Mark Tuters at ISEA 2011in Istanbul spoke of the spectrum of media art practice in the mobile arena as ranging from the personal and local to the relational and transposable. He acknowledged the fetishisation of the local, but held open the medium’s potential for challenging the exploitative effects of globalisation on hidden labour by tracking all product components. Site-specific thus becomes ‘tracing the elsewhere”.
For me this data as power proposition still fell within the realm radical individualism and so was still inside the framework of the neo-liberal project. Mark Shephard on the same panel spoke of ubiquitous conditions and the new possibilities for new media détournment 45 years after the Situationists. He suggested artists should abandon the locative as the dominant frame and add on the concepts of time and identity to enlarge the artistic possibilities of the medium. Ludic Being might be the new mode for Situationist media. The visual examples he juxtaposed were parcours runners in a Russian estate (as modern examples of détourment) with a clip from Cliff Oakley’s dystopian film The Catalogue where consumer profiling and surveillance meet in grim harmony. I think what we could postulate is rather that there are two domains-the “digital tame” of social media, online consumer culture and even radical digital arts and the “wild” of critical conditions in the world where poverty and disempowerment have yet to find a political voice in pervasive digital art.
I believe both speakers are still working within the paradigm that existed before the demise of the neo-liberal economic project and that collective and focused action through pervasive media art , which has some idea of where it would like to move the dominant ideas, is an altogether more difficult and painful proposition, but one where Mark Shephard’s extension of the frame could be the most readily applied and move beyond individual détournment to something more coherent in terms of collective ideas and commitment.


■ To do: Answer with the number of lines in the records that contain "crystal" and with nothing else.
◇ ◇ ◇
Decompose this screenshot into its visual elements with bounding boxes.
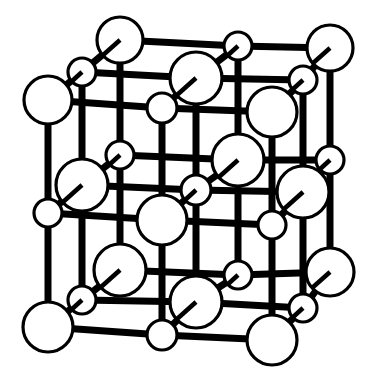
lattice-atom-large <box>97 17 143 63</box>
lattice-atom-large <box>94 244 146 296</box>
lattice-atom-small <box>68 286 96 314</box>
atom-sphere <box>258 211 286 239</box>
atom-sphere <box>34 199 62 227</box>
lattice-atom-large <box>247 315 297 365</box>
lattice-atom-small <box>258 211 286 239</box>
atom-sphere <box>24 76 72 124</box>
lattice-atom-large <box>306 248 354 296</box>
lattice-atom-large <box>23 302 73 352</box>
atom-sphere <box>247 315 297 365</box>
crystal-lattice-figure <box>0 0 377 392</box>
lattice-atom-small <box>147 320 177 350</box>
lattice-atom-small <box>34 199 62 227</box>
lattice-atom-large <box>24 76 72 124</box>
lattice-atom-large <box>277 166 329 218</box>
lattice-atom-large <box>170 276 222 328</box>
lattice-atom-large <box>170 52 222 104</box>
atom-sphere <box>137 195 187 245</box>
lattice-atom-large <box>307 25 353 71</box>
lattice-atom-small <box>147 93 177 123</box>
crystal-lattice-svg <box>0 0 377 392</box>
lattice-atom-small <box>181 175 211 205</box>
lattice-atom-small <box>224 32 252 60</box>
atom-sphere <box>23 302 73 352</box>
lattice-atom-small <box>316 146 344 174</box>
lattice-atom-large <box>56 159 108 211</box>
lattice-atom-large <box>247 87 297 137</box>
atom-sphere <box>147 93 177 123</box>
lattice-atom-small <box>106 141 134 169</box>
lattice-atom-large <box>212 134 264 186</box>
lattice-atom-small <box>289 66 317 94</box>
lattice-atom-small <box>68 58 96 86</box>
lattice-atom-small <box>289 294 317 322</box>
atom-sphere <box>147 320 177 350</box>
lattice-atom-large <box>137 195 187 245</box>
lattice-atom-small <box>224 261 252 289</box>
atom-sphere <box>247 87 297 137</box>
◇ ◇ ◇
■ Answer space: 2